Donald Trump and Nuclear Weapons

we’ve overlooked the most important truth about them: they’re ludicrous weapons. They’re so big you can’t use them.
Their non-use is the result of nuclear weapons being blundering, bumbling, poison-spreading, lousy weapons.
This is not about what you think
Ward Hayes Wilson, Aug 22 2024, https://wardhayeswilson.substack.com/p/donald-trump-and-nuclear-weapons
In honor of the Republican and Democratic conventions, I thought I’d try to draw parallels between how Democrats have changed their approach to Donald Trump and how we should change our approach to nuclear weapons.
Outrage
For a long time Trump held center stage. He’s speeches were carried live on cable because — oh, my God! — you never knew what he was going to say! Each speech brought a deluge of anger and outrage in response. ……………………………….
The problem with this way of reacting to Trump is that when you emphasize the danger, when you get carried away, you only play into his hands. ………………………………….If you shout that Trump is the Devil, then you make it a foregone conclusion that people believe he possesses enormous power.
Weird
Of course, Trump’s hold on us has weakened. His crowds are smaller. His coverage is scantier. His polls are down (a little). And part of this change is simple exhaustion with Trump’s endless appetite for attention.
But part of it is also a change in the way Kamala Harris and Tim Walz deal with Trump. Rather than putting Trump at the center of their message, rather than getting into a lather about Trump’s constantly stirring the pot, Harris and Walz seem to be having fun…………………………..
No longer distracted by what he says — or perhaps no longer distracted by our reaction to what he says — it’s possible to see that Trump’s shtick has always been kind of strange. Instead of fearing him, people have now started laughing at him…………………….. ather than emphasizing that we should fear Trump, they note he’s kind of weird. They belittle him, in other words.
Respect and fear
Hannah Arendt, the German philosopher who fled the Nazis in the 1930s and eventually found a home at the University of Chicago, said an interesting thing about authority. In her slim, powerfully argued volume, On Violence, in which she analyses the differences between power, violence, force, strength, and authority, she says that the best way to undermine authority is to mock it. And that is at the heart of what I want to say about nuclear weapons…………………………………………………………………………..
We decide
I still run across people who want to fight against nuclear weapons by emphasizing the horror of attacks with nuclear weapons, by working to make people more afraid, and by exaggerating the effects of nuclear war……………………………………….
The recent book by Annie Jacobson, Nuclear War: A Scenario, promotes feelings of awe and fear and ends up, it seems to me, delivering a message of powerlessness. The processes of nuclear war are, according to Jacobson, inexorable and cannot be controlled. And after running through a chilling and somewhat illogical scenario for how a nuclear war would unfold, she offers not the slightest hope that there will ever be a solution.
………………………………..But nuclear weapons are not “the Destroyer of Worlds.” They aren’t the power of God. And they don’t give us god-like power. They are just weapons. Tools. We control them. We decide.
President John F. Kennedy, in his famous peace speech at American University, helpfully reminds us that “No problem of human destiny is beyond human beings.”…………………………….
…………………………. The truth is nuclear weapons are too big to use on battlefields.
The truth is that using nuclear weapons to fight a long-range war where you target your adversary’s homeland is simply suicidal……………………………
The truth is that nuclear deterrence is fatal over the long run because it’s run by human beings — creatures who make mistakes and are prone to folly. We’ve been lucky so far, but you can’t have these large arsenals on hair trigger alert forever without eventually ending in catastrophe.
We have been so focused on the horror and fear of nuclear weapons that we’ve overlooked the most important truth about them: they’re ludicrous weapons. They’re so big you can’t use them. The 78 years of non-use hasn’t been the result of moral compunction or restraint imposed by their awesomeness. War is a brutally pragmatic business and countries generally do whatever is necessary to win. Their non-use is the result of nuclear weapons being blundering, bumbling, poison-spreading, lousy weapons.
What we should do
I think the shift from fear to mockery is exactly what we have to do with nuclear weapons. We treat nuclear weapons with so much awe, we are so fearful and respectful of them, we are so afraid of the issue we won’t even talk about it. Or when we finally do we use such hushed tones of awe that of course the weapons seem god-like and overwhelming.
What we need to do with nuclear weapons is to exhale and then look calmly, clear-eyed, and objectively at their utility. Tools are kept or tossed based on one criteria: utility. If nuclear weapons are useful, then you have to keep them. If they’re not, then they have to go. Having studied the issue of their utility for forty years, I would welcome a debate that puts “are they useful?” at its center.
Because, believe me, nuclear weapons are virtually useless and very dangerous. And no one keeps technology that is virtually useless and very dangerous.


What is expected: Search the data for the string "SOLDER" and copy each line in which it appears.

[Source information]

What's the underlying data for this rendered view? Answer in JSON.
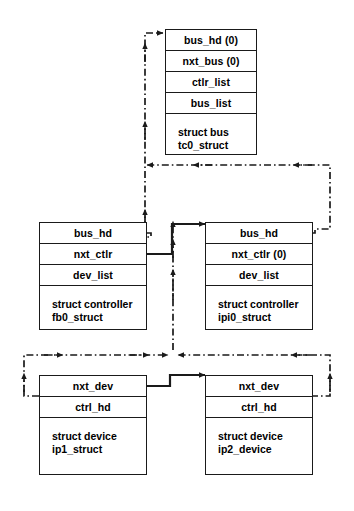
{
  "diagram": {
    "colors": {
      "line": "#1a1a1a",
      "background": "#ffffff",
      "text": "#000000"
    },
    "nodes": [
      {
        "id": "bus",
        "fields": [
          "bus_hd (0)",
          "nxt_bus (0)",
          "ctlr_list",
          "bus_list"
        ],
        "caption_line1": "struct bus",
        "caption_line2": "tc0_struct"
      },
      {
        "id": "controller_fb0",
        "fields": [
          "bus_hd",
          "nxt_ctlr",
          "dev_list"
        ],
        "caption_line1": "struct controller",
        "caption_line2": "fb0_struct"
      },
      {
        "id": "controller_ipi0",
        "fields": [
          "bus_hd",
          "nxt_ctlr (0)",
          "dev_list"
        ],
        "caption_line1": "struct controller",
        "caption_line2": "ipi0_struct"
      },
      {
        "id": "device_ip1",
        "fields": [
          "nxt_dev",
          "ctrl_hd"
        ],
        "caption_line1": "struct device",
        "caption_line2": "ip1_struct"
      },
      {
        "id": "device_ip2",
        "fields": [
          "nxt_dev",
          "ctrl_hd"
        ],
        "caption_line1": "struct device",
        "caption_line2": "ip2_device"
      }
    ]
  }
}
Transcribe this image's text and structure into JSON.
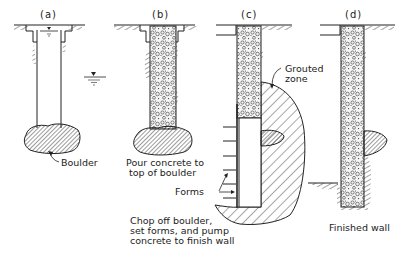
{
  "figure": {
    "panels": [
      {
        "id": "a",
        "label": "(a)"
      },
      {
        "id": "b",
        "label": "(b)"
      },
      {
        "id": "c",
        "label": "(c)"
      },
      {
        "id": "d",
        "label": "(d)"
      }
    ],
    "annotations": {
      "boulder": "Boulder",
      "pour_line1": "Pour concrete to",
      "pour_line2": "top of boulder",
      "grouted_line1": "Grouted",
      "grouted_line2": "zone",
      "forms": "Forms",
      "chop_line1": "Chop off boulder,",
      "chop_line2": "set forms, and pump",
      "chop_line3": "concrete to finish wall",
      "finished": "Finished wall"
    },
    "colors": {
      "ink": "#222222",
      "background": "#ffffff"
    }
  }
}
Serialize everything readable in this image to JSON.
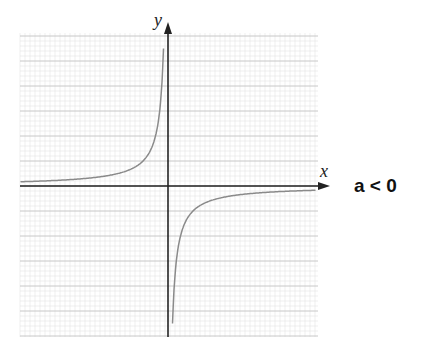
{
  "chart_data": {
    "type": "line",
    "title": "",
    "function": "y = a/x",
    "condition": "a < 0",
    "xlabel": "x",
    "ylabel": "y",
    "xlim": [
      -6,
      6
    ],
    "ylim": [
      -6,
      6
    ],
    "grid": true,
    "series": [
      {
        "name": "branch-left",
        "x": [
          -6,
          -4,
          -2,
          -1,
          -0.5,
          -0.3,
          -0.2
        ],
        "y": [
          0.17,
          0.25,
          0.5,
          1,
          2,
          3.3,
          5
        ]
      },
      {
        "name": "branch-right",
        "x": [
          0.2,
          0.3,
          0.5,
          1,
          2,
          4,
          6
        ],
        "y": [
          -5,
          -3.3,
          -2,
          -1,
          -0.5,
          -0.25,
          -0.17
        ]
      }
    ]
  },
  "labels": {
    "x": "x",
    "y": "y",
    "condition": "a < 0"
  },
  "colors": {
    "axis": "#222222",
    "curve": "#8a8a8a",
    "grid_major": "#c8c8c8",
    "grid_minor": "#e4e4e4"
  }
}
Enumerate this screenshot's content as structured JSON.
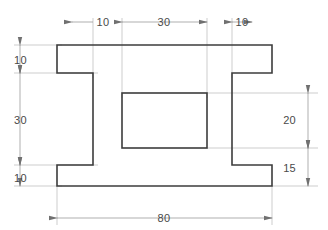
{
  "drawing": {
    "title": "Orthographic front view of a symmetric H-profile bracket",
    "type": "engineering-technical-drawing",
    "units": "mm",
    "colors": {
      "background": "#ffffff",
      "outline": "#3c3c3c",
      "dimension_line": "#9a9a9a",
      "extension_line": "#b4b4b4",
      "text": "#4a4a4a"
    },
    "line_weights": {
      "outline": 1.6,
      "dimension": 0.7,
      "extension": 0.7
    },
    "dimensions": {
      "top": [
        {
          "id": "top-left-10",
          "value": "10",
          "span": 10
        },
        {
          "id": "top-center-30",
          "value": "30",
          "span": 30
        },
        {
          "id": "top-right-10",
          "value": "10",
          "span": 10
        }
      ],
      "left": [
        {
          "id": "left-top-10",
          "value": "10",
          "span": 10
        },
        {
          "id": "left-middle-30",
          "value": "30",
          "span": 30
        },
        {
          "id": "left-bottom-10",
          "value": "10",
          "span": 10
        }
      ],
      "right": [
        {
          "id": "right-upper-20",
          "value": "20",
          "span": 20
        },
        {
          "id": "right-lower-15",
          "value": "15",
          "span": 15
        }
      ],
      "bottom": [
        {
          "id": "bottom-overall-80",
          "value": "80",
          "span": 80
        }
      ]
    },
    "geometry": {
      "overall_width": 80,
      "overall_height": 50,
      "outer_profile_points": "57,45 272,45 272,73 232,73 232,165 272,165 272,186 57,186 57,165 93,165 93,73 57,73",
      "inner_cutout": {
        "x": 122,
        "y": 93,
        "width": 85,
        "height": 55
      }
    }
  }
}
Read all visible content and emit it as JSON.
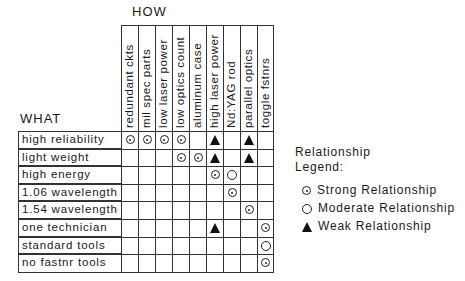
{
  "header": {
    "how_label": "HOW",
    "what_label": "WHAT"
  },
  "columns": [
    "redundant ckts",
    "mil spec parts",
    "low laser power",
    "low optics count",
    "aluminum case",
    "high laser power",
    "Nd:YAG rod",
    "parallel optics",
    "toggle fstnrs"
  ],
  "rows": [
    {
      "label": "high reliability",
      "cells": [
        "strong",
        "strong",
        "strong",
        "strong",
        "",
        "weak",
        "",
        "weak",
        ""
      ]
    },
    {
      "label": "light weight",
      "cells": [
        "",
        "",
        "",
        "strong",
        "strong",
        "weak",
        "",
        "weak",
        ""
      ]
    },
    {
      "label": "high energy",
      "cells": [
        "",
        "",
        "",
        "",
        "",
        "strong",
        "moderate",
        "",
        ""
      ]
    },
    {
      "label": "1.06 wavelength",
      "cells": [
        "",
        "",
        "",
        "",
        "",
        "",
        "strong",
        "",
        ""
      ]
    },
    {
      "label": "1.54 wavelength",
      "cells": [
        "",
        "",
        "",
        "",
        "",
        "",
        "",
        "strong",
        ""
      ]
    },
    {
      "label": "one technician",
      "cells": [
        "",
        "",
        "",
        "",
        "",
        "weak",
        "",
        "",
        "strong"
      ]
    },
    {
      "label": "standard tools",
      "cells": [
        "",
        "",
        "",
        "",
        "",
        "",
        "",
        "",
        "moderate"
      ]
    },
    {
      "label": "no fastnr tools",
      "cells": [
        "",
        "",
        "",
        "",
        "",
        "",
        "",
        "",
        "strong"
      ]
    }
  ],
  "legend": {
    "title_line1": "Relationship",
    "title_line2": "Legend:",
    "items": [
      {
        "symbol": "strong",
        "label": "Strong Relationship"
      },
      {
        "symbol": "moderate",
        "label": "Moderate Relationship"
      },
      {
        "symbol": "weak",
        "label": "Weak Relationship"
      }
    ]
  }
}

[/Source information]
[Source information]

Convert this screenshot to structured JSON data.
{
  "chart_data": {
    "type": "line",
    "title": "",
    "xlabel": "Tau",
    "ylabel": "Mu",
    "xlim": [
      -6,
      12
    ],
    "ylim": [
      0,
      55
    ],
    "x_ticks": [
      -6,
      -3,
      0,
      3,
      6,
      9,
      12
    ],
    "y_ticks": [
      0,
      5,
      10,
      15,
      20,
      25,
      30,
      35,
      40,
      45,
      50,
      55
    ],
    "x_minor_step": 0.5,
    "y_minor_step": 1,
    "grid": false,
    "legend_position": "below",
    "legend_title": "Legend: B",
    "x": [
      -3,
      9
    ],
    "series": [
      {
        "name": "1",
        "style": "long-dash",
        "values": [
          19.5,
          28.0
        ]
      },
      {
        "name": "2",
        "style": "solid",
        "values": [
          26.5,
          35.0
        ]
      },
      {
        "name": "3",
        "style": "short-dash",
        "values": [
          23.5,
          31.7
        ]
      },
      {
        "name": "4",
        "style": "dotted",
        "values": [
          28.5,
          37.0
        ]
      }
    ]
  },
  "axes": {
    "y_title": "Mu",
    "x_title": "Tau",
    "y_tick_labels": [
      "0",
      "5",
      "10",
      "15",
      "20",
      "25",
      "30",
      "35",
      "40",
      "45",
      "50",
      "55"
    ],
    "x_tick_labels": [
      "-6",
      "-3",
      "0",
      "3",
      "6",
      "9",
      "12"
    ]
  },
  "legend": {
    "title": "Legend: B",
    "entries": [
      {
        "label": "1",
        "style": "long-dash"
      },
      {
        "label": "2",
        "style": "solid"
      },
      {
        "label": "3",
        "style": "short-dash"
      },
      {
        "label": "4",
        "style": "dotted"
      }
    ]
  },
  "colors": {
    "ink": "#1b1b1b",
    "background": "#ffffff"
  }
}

[/Source information]
[Source information]

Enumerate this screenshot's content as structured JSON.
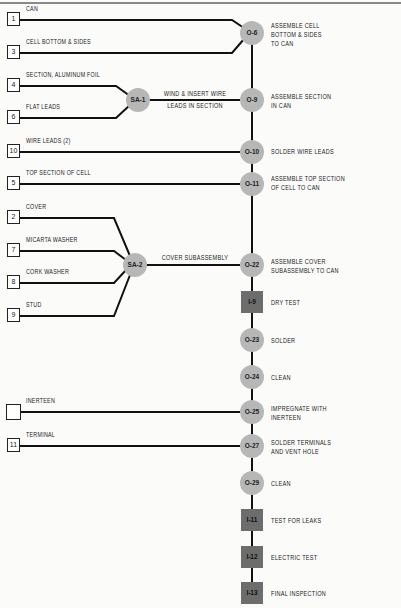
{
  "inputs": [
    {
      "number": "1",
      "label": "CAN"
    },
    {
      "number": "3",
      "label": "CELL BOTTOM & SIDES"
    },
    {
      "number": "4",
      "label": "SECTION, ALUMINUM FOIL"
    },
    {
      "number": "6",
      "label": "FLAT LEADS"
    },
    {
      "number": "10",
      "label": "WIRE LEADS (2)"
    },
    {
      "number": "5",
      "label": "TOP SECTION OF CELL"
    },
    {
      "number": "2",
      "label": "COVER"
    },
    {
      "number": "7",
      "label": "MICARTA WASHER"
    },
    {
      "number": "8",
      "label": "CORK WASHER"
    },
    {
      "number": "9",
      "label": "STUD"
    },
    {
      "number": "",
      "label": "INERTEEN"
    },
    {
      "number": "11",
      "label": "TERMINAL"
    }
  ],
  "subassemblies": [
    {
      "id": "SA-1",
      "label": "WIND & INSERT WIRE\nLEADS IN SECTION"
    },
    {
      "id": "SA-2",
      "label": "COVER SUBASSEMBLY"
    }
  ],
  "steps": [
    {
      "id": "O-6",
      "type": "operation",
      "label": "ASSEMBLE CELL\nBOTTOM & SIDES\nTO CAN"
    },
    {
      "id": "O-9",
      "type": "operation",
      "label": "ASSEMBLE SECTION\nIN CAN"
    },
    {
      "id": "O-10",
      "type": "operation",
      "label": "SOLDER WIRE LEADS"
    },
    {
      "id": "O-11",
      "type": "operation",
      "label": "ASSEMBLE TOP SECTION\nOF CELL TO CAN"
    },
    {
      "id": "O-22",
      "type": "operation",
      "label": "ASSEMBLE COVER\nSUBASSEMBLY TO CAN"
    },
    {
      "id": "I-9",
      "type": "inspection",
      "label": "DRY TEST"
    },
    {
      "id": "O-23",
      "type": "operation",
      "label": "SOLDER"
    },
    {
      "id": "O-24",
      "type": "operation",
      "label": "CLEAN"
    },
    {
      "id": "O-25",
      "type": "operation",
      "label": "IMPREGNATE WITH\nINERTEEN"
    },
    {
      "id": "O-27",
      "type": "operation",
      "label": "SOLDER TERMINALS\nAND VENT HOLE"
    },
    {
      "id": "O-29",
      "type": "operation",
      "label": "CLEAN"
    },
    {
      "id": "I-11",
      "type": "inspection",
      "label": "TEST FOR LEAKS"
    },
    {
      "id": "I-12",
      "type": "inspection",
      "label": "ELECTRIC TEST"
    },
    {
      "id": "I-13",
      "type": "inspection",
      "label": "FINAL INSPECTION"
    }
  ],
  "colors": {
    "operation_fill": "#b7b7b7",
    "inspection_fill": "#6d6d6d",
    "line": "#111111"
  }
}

[/Source information]

Result of the task:
      "label": "SOLDER WIRE LEADS"
      "label": "SOLDER"
      "label": "SOLDER TERMINALS\nAND VENT HOLE"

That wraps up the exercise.